- [Your task]
Please repeat exactly the lines from the one containing "Identify the location" through the last line of the records below, both included, and leave out any pictures.

- [Records for the task]
****************************************

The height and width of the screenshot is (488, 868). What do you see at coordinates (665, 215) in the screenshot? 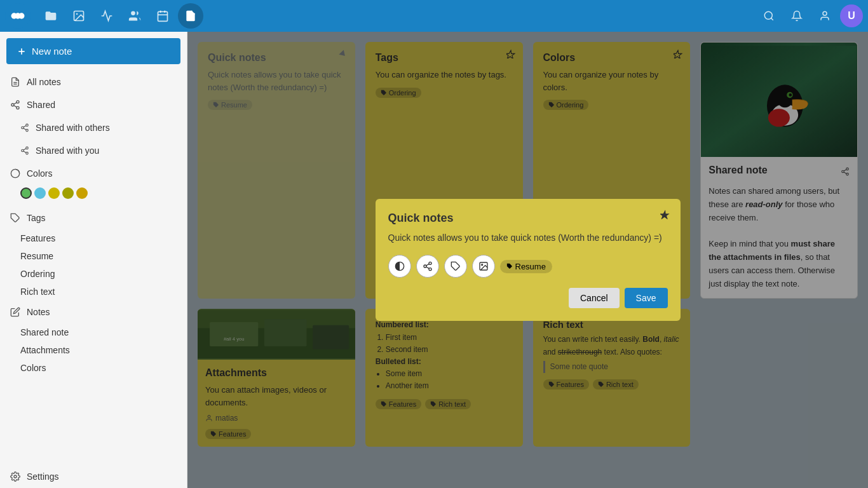
I see `modal-pin-button` at bounding box center [665, 215].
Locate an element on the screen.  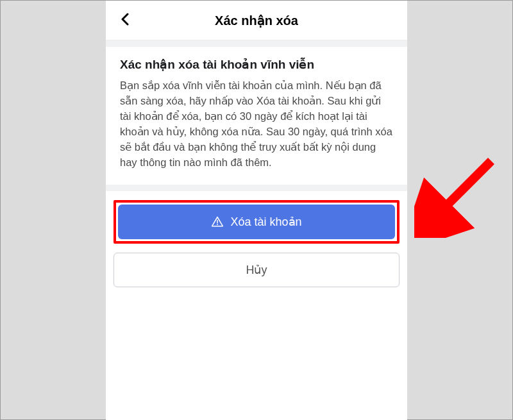
delete-account-button: Xóa tài khoản is located at coordinates (256, 222).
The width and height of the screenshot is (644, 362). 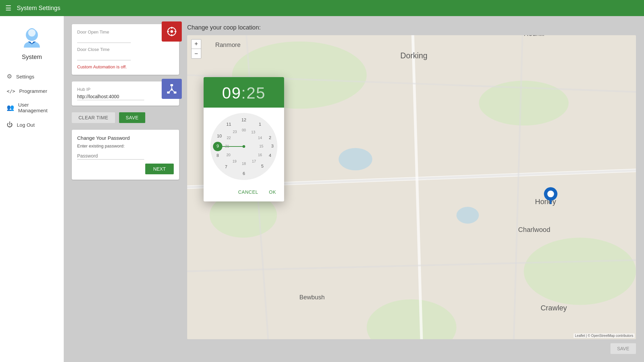 What do you see at coordinates (248, 192) in the screenshot?
I see `cancel-button: CANCEL` at bounding box center [248, 192].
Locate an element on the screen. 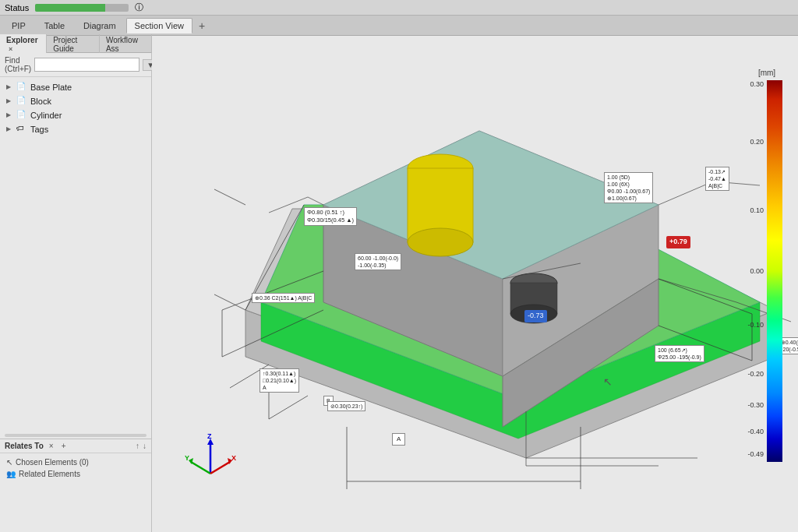 This screenshot has width=798, height=532. scale-label-neg010: -0.10 is located at coordinates (756, 325).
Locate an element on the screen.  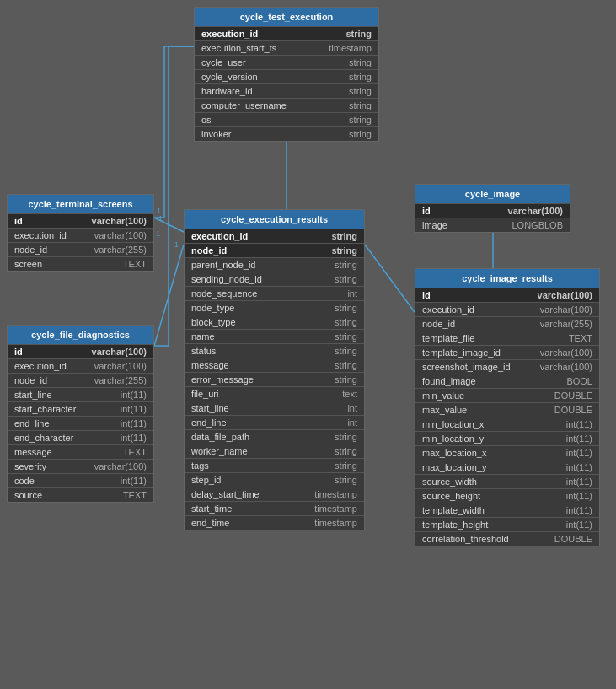
col-name-cycle_execution_results-10: error_message is located at coordinates (222, 379).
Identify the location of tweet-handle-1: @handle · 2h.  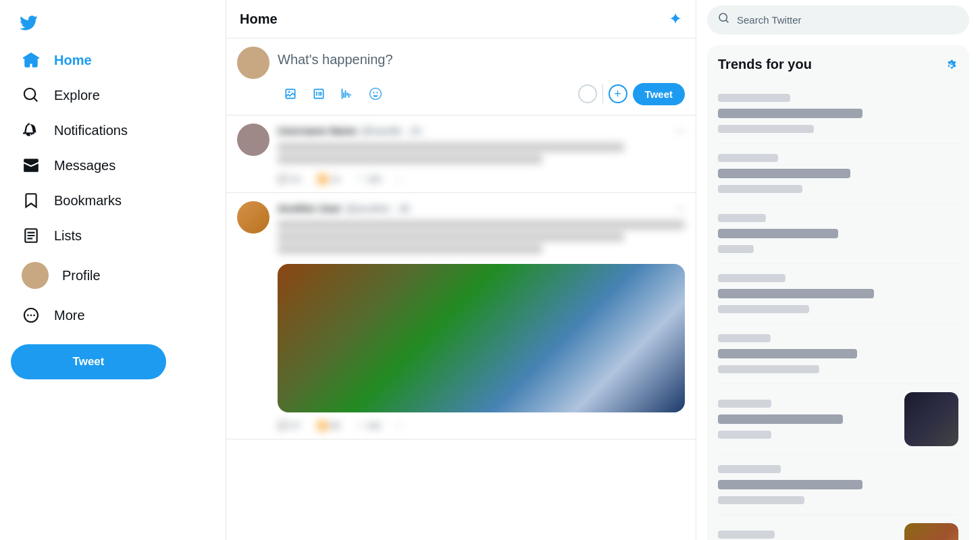
(392, 131).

****************************************

- [Solution to the exercise]
Identify the location of tweet-handle-1: @handle · 2h.  
(392, 131).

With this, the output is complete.